This document describes the take-home assignment for the machine learning position. The goal is to train a model that can classify abnormal lung sounds in short audio clips. Most of Medsensio's machine learning projects are based on audio data and the take-home assignment is therefore related to what Medsensio does on a day to day basis.
The data in this take-home assignment is from an open-access research database, and there are several versions of this datasets available today. We have anonymized it and made several changes to make it simpler to develop a machine learning problem around it.
The goal of the assignment is to train a model that can classify abnormal lung sounds in short audio clips. In short you will need to perform several steps:
- Read audio data into memory. Source data is not of the highest quality, don't spend time on data cleaning, and do not hesitate to remove data that is not openable.

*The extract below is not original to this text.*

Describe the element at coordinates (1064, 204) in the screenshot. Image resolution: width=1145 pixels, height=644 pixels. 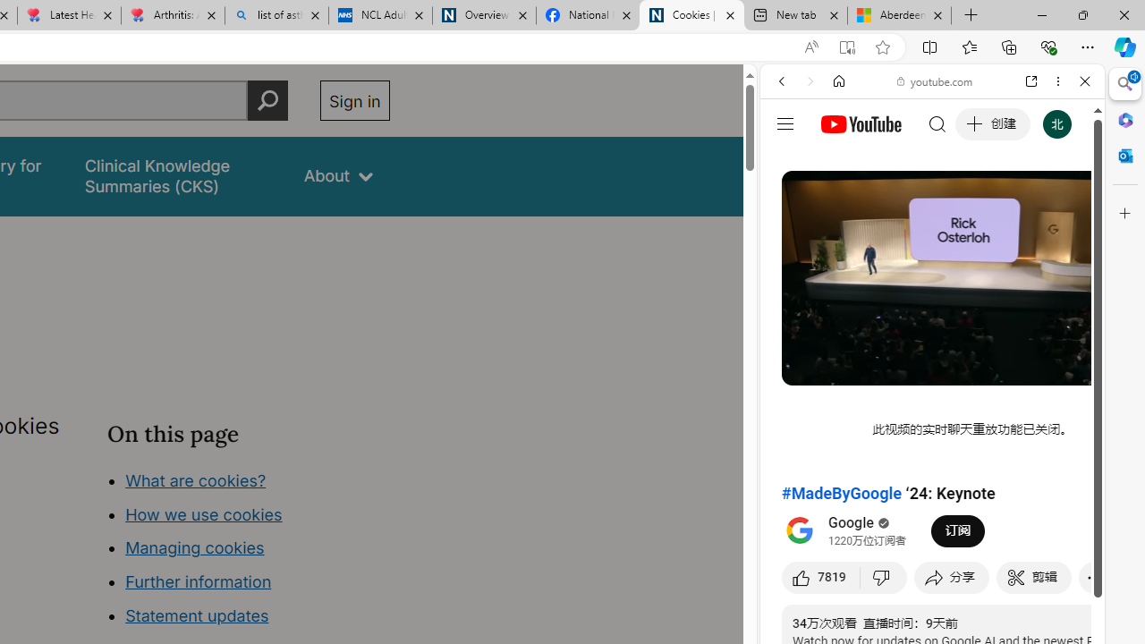
I see `Preferences` at that location.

- Features engineering and selection. What are the inputs to the model? If you are coming from a computer vision background, using spectrograms is an easy way to turn the audio data into a computer vision task.

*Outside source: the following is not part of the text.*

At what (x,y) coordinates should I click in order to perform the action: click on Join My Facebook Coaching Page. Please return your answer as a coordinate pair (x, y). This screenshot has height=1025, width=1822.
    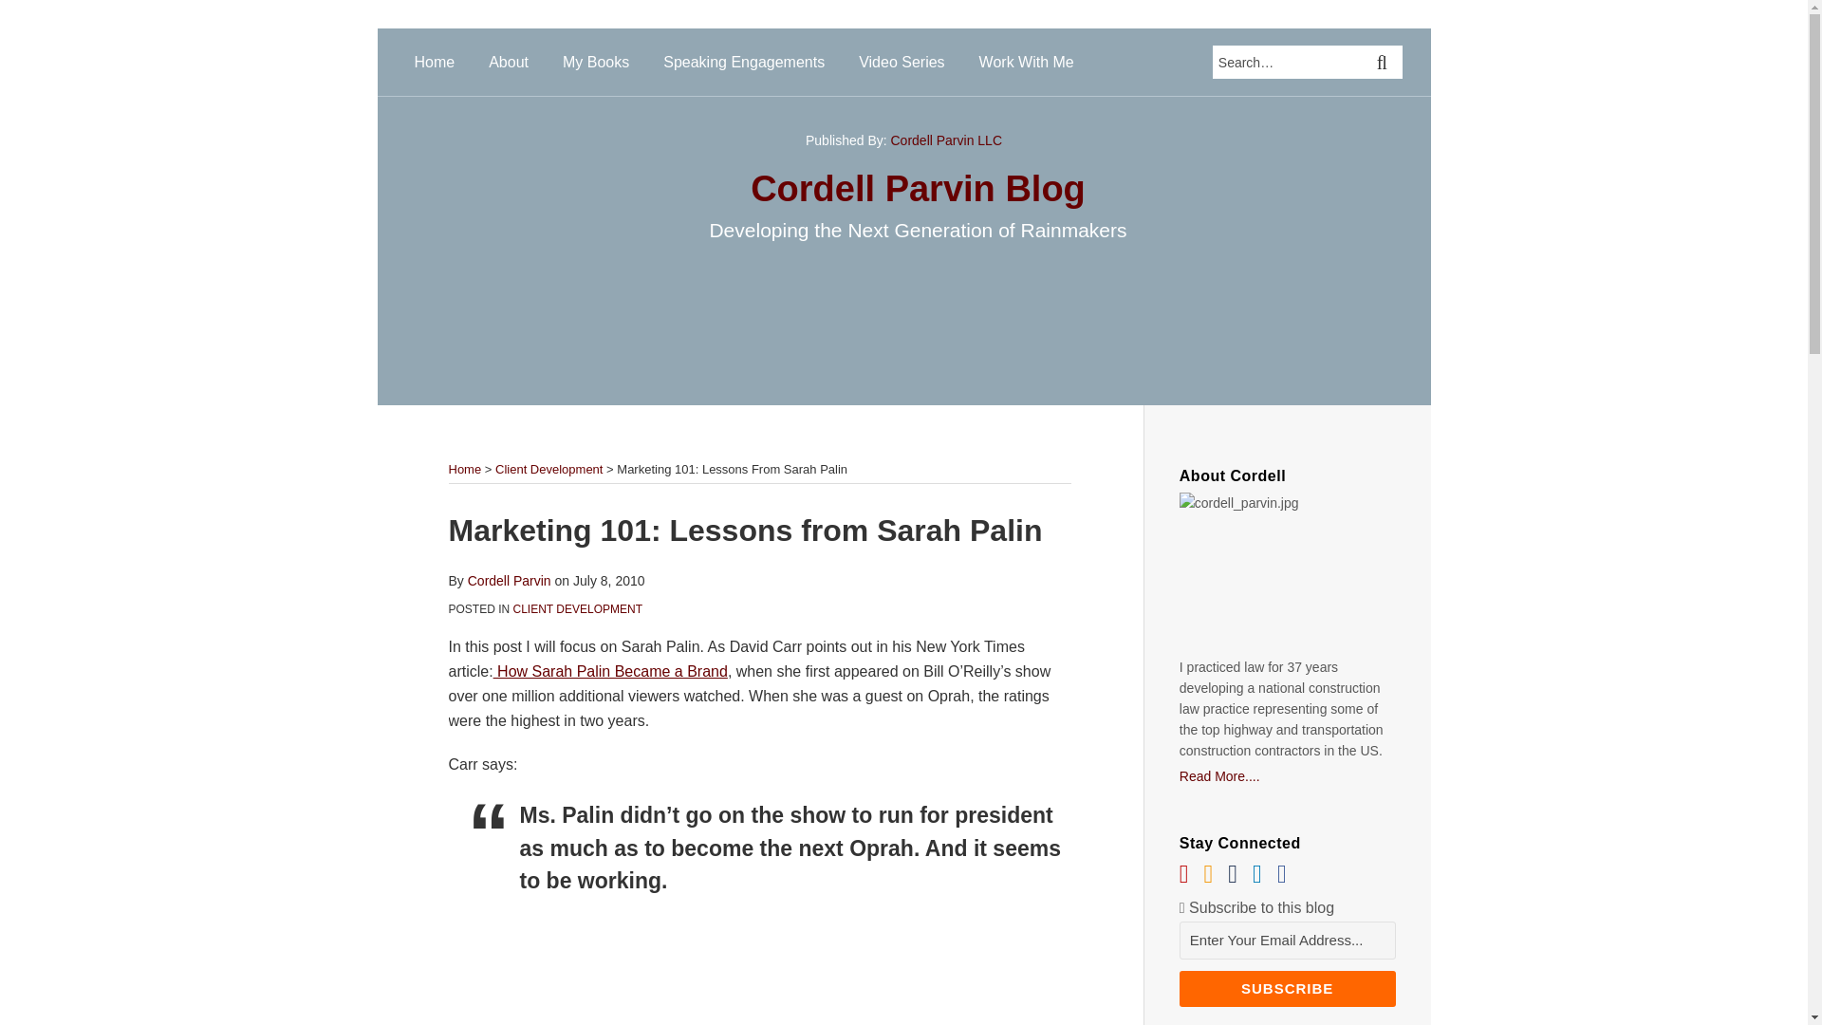
    Looking at the image, I should click on (1281, 875).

- Develop a cross-validation strategy. How to make sure the model is not overfitting?
- Choose a method. Deep learning, Hidden Markov Model, support vector machine or maybe random forests?
- Training procedure. Which hyperparameters?

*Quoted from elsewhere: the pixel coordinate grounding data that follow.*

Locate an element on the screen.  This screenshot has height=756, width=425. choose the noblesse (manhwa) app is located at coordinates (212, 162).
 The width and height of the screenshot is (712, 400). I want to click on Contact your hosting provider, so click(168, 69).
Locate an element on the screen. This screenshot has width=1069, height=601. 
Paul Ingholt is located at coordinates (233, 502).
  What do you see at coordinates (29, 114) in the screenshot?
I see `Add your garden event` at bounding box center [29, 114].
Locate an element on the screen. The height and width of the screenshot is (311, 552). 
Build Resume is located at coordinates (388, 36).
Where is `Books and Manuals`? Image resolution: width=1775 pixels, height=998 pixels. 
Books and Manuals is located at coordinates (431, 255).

Training could be time-consuming, we are therefore not concerned about the accuracy/performance of the model. Don't spend time on tuning hyperparameters or training the model for optimal performance. We are interested in how you approach ML problems and how you set up the experiments, using unique or untraditional techniques are encouraged.
If you do need a GPU, but don't have access to one. You can use available notebooks on kaggle notebooks. There is no requirement to what kind of method/model you choose to use.
The data is available at this link: training data The size is around 2GB and the total amount of files is 5500. The data consist of a folder called train with consists of short audio clips. The format is .wav using 16 PCM bit format.
A file with annotations is included named train.csv. You will see that there are three categories of lung sounds normal, wheeze, crackle. Wheeze and crackle are both abnormal sounds and can be present at the same time, however, they can not be present at the same time as the normal class.
- Code should be runnable in a reproducible environment. Use docker container, or kaggle notebooks
- Code should be commented and documented.
- You need to use a cross-validation strategy.
- The model should predict one or more classes for each audio clip.
- Deliver result as a git repo on a remote hosting platform, or as a zipped folder with code.